Nigerian girls should be mad


 Nigerian girls should be mad

by Chiagozie Nwonwu
Nigerian girls should be mad, but they are not, they are okay with playing supporting cast.
In the last decade, since the Plantation Boys and Remedies before them began a revival of Nigerian music’s fortunes, Naija music has eclipsed Africa and is presently showing the world that Africa has got some groove. With YouTube views in the millions, brands such as P square, D’banj and Flavour have become household names and veritable representatives of Nigerian popular culture.
If music is the expression of a nation’s popular culture, whether adopted or not, one would expect the visuals that go with it to reflect that culture as well as the people that embody it, however, in Nigeria, this expectation doesn’t hold.
Close your eyes and call to mind popular Nigerian music videos of the moment. If you were true to yourself, you’d admit that these videos are very unfair to the Nigerian woman. Video after video, American copycat artiste name after another, all we see is the depiction of women as playthings, playthings that come with the money, the cars, the dope houses and the choice wines—a property that success acquires.
This disrespect of women jars the nerves and grates like mad. More so because most of the so called Nigerian feminists, ever ready to cuss a Nigerian man out on social media, pretend not to notice this constant demeaning of the sex they purport to represent—I don’t want to believe they are okay with this.
Thinking about video vixens (who coined that phrase sef?) made me realise that most of them, at least the stars of the videos, look nothing like Funke, Elenu and Chidera—unless the trio are ‘mullato’ chicksrocking the Nigerian dream. The video vixens are increasingly looking like Vanessa, Tamara and Nadine. Asian, European and mix race girls are the rage. It seems Flavour, Dare, Wizkid, Banky W and the rest can’t fall in love unless the girl has a high percentage of Caucasian gene—except when they are lusting after girls with big ‘bakassi’.

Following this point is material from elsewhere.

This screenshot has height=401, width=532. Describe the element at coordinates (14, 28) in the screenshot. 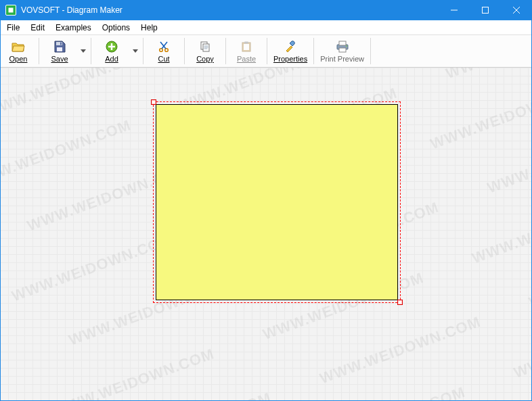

I swear I will gag if I see more of these western compliant girls strut about half nude in another music video. Sheesh! The way this girls own music video after music video, someone who doesn’t know any better would think we have a large population of European types in Nigeria. Truth is, Nigeria is not East or South Africa. The mosquito and its brother malaria ensured we never had shiploads of Europeans coming to settle here during the colonial days. As such our half-castes are few and in-between and we love them to high heavens—perhaps because they remain a novelty, too few of them around, makes you wonder why they dominate our music videos.
Nigerian girls should be mad, but they are not, they are okay with playing supporting cast. These days they bleach their skin, starve themselves and wear the discarded hair of Brazilian, Asian and Caucasian girls to blend into image our recent popular culture imposes on them. They struggle to claim foreign accents and afford the once off visit to any country overseas to get the stamp of approval needed to wield those accents. These ladies represent the new-age Nigerian woman, the one that sees nothing wrong with the fact that those who shoot and direct music videos think that they are not beautiful enough to star in it beside their Naija brothers. They should be mad, but since the black woman is the most self-depreciating being created by God, they won’t see anything wrong there, it would just be another white girl dancing awkwardly to Flavour’s chant of ‘Baby Oku’. Yes, they would give a life to trade skins with that girl, and their menfolk agree—or why else would they chose the most European looking girl above them 9 times out of 10.